Jebel Marra fact sheet: People blocked from humanitarian aid

The United Nations’ Office for the Coordination of Humanitarian Affairs (OCHA) has released an update on the humanitarian situation in Darfur’s East Jebel Marra. The office reported that up to this day, nearly 21 percent of the population in the massif has been displaced to camps for displaced people in recent months. According to a Sudanese aid commission and community leaders, this figure has tripled in the past months.

The East Jebel Marra massif lies in the centre of the Darfur region, bordering the state divisions of Central, South and North Darfur. It is a fertile region inhabited mainly by the Fur tribe and has since 2003 been the primary stronghold of the Sudan Liberation Armies (SLA). It is the only place in Darfur where armed opposition maintains prolonged control over territory and the only area in Darfur to which humanitarian organisations have had no access as of 2011.

The United Nations' Office for the Coordination of Humanitarian Affairs (OCHA) has released an update on the humanitarian situation in Darfur's Jebel Marra. The office reported that up to this day, nearly 21 percent of the population in the massif has been displaced to camps in recent months. According to the governmental Humanitarian Aid Commission (HAC) and community leaders, this figure has tripled in the past months.

The Jebel Marra massif lies in the centre of the Darfur region, bordering the state divisions of Central, South and North Darfur. It is a fertile region inhabited mainly by the Fur tribe and has since 2003 been the primary stronghold of the Sudan Liberation Armies (SLA). It is the only place in Darfur where armed opposition maintains prolonged control over territory and the only area in Darfur to which humanitarian organisations have had no access as of 2011.

For its report, OCHA focused on the mountainous areas in the centre of the massif, the 'inner Jebel Marra area', parts of which are controlled by the Sudanese government and parts by rebel fighters of the Sudan Liberation Movement, led by Abdelwahid El Nur .

Population figures

There are no reliable population statistics for the inner Jebel Marra. The latest census was completed in 2008, and then only for certain parts of Jebel Marra. The lack of access for humanitarian organisations to the area since 2011 has hampered any collection of recent data.

Current estimates indicate there are some 365,000 people living in the greater Jebel Marra, and approximately one third of those – 120,000 people – live in the inner Jebel Marra.

Knowing that some 25,000 people (of the 120,000 people in inner Jebel Marra) have been displaced to camps for the displaced in Central and North Darfur in recent months, OCHA estimates that today there could be some 95,000 people in the inner Jebel Marra area, stating that nearly 21 percent of the total population is displaced. Of these 95,000, however, HAC and community leaders have reported that some 47,600 people have been displaced in recent months; meaning that 60 percent of the Jebel Marra population is displaced.

Tearfund has reported that a total of 423 severe acute malnutrition cases from the inner Jebel Marra area were admitted to their treatment centres in February 2015. In June 2015, three national NGOs carried out an assessment to government-controlled areas of Jebel Marra (Dirbat, Dira, Kiba, Koroni, Soro, Korbal, Baimadina, Sawani, Bele-Serif, Leiba, and Jawa) and established that approximately 20,000 affected people are in urgent need of water and sanitation services, health, nutrition, education and emergency shelter. No assistance has been provided up to date.

Aid delivery blocked

Access restrictions to East Jebel Marra not only prevent humanitarian organisations and individual actors from having an exact understanding of the population numbers in the area, but also block aid to people in need, OCHA writes. 

Main obstacles to free and regular access to the area include access restrictions by the parties to the conflict, preventing humanitarians from entering both government and rebel-controlled areas. Additionally, the unpredictable security situation in general: hostilities, including both ground fighting and aerial bombardment, are ongoing, according to reliable sources on the ground. 

The government has also expressed concern that humanitarian aid could directly support opposition fighters.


### What the task asks
Write out exactly, with both ends included, the lines that run from the line containing "What do you" to the end of the entries. Pictures are not part of the answer.

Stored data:

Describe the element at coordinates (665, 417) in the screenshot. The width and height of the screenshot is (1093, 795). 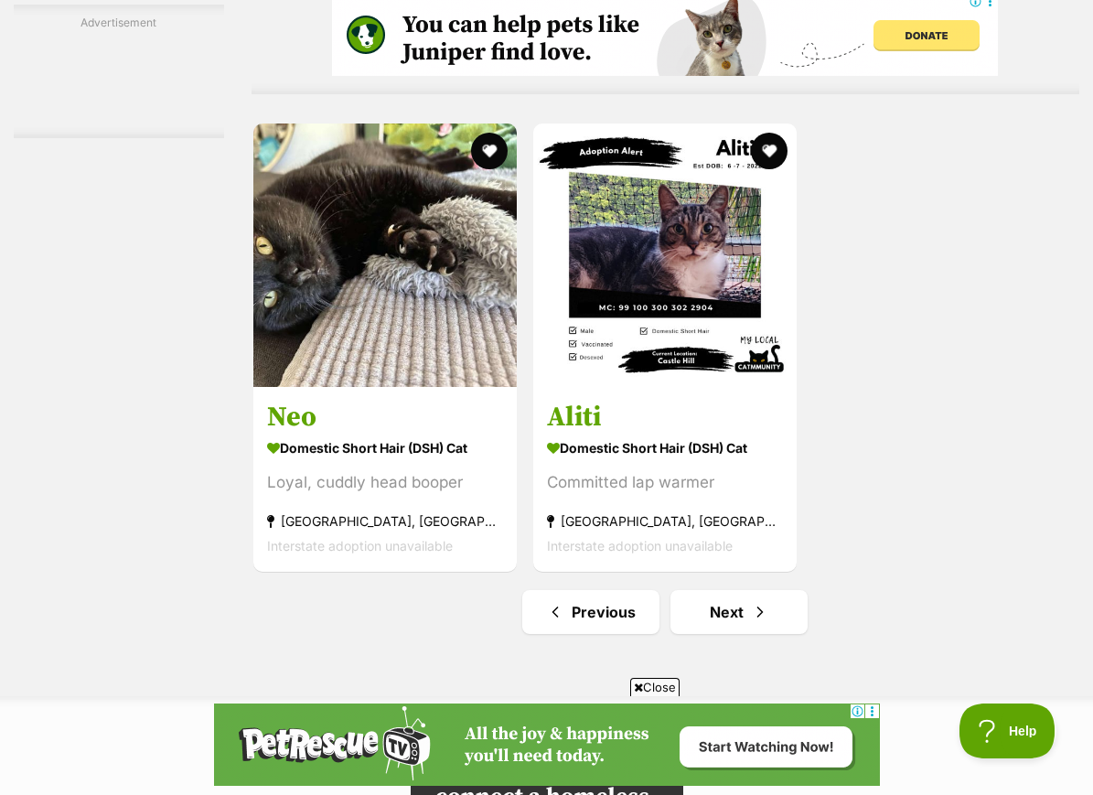
I see `h3: Aliti` at that location.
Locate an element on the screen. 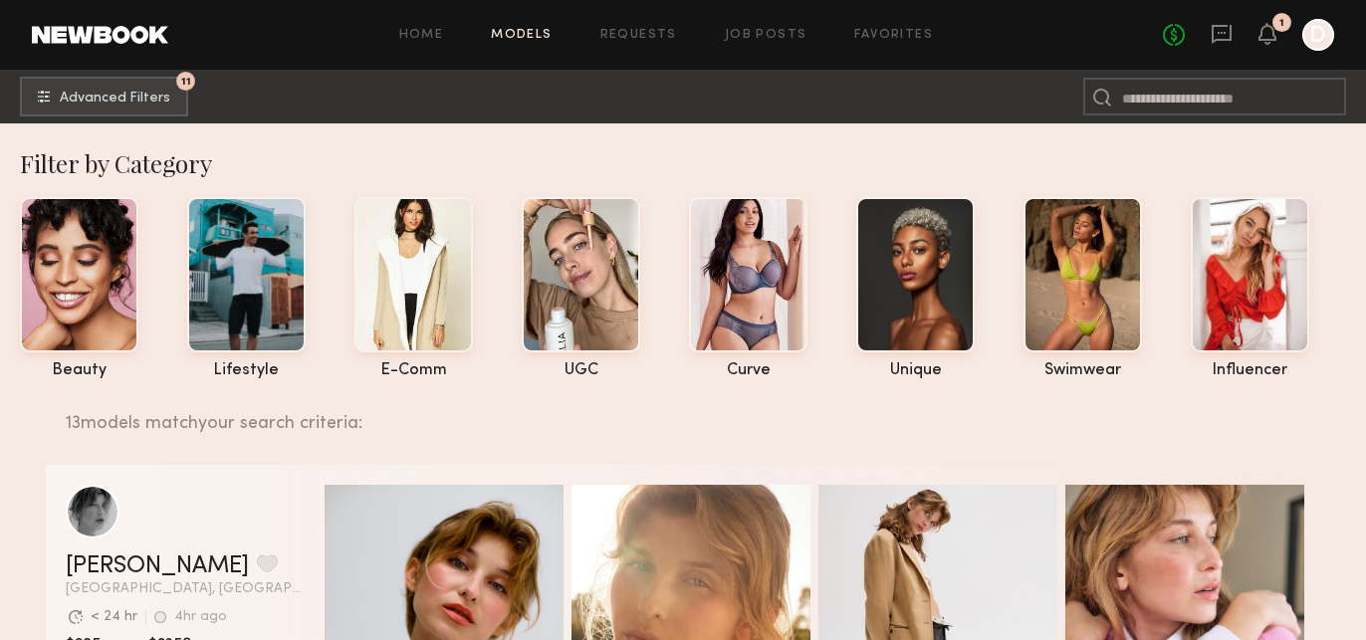 The height and width of the screenshot is (640, 1366). a: Favorites is located at coordinates (893, 35).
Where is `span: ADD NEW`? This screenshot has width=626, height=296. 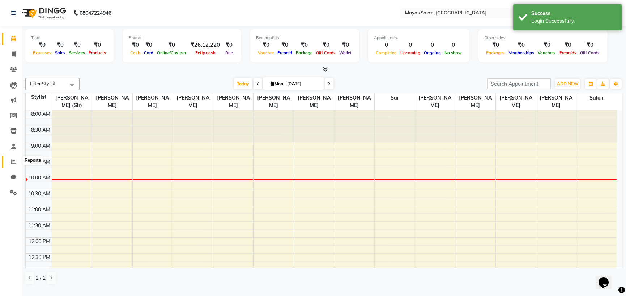
span: ADD NEW is located at coordinates (567, 84).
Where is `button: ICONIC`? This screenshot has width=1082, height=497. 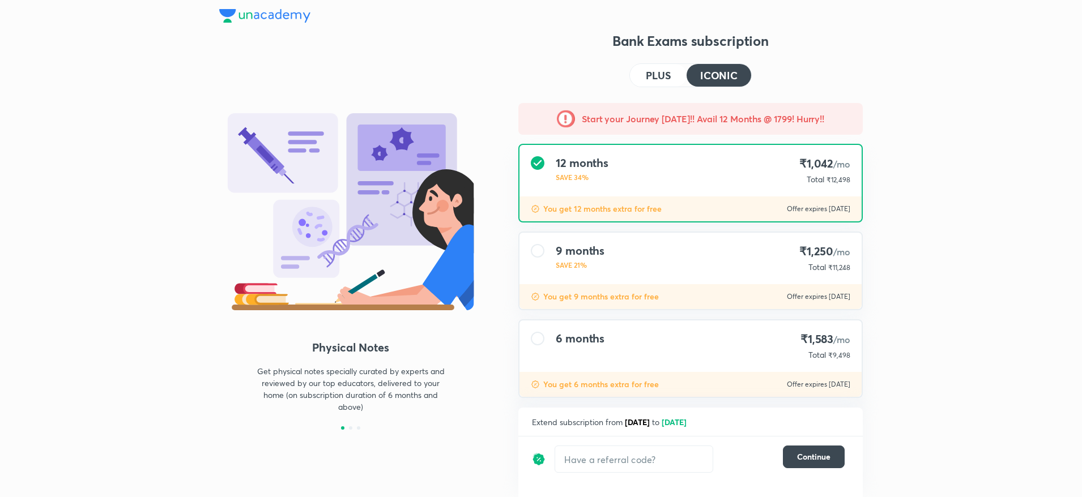
button: ICONIC is located at coordinates (719, 75).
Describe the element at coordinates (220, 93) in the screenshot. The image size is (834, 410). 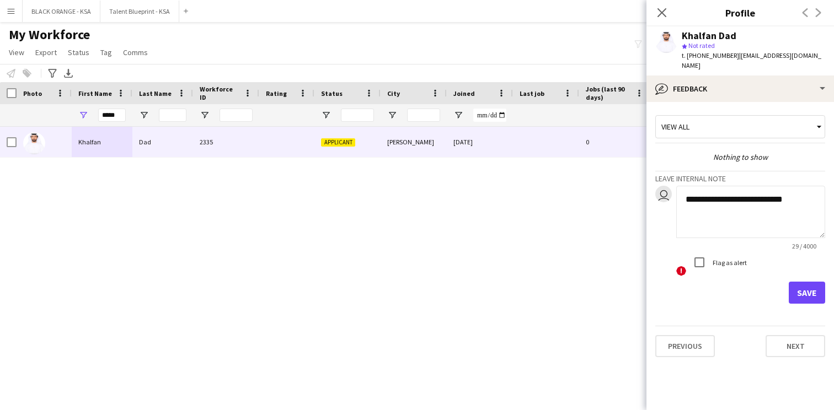
I see `span: Workforce ID` at that location.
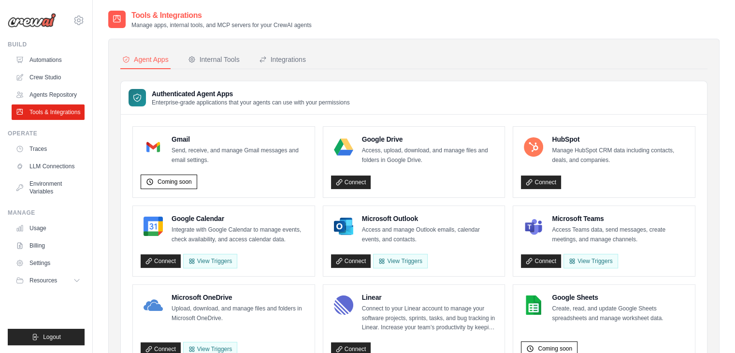 The height and width of the screenshot is (353, 735). Describe the element at coordinates (48, 280) in the screenshot. I see `button: Resources` at that location.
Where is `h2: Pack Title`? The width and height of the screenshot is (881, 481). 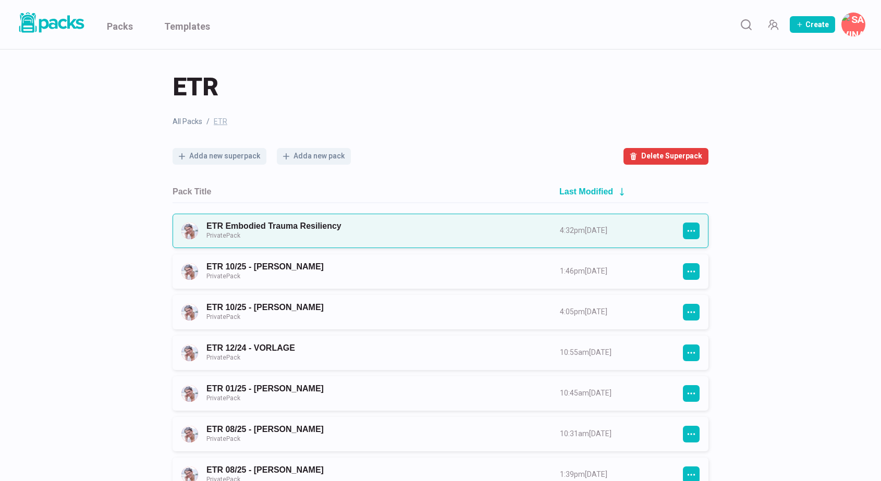 h2: Pack Title is located at coordinates (192, 191).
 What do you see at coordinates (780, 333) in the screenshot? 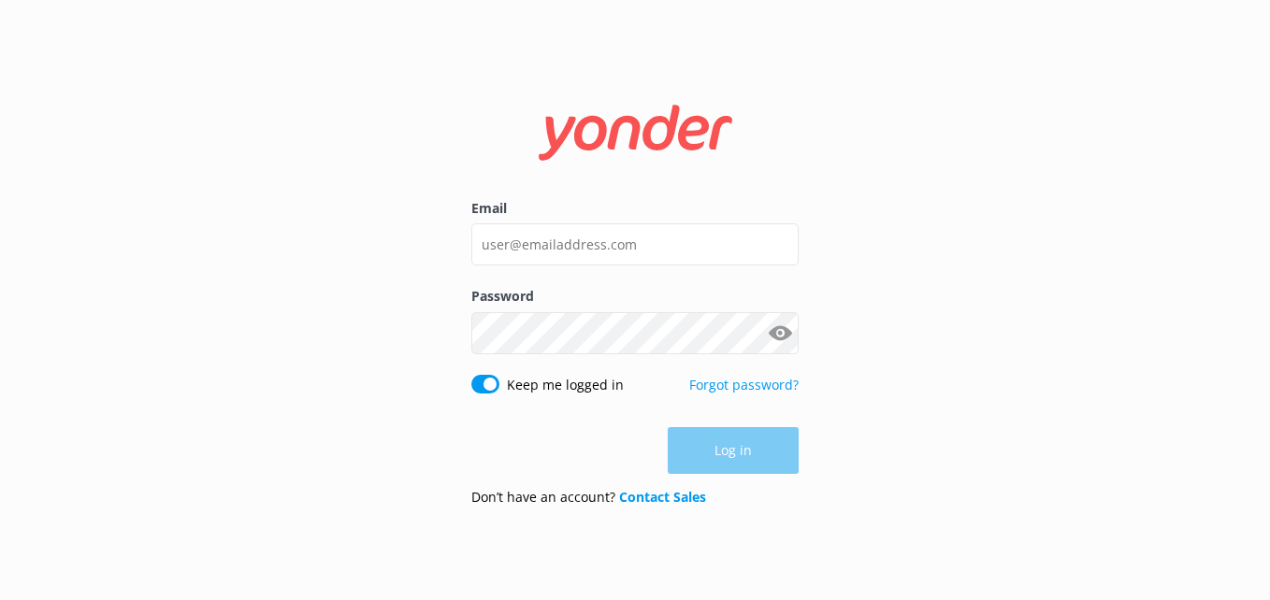
I see `button: Show password` at bounding box center [780, 333].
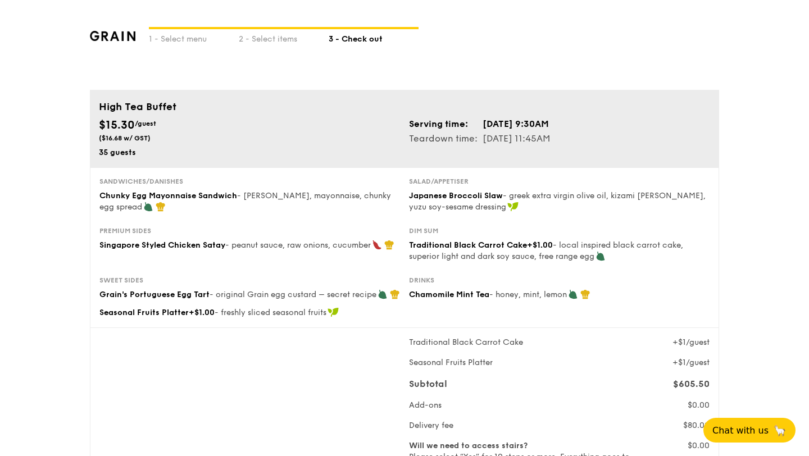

### Response to this task
 What do you see at coordinates (780, 333) in the screenshot? 
I see `button: Show password` at bounding box center [780, 333].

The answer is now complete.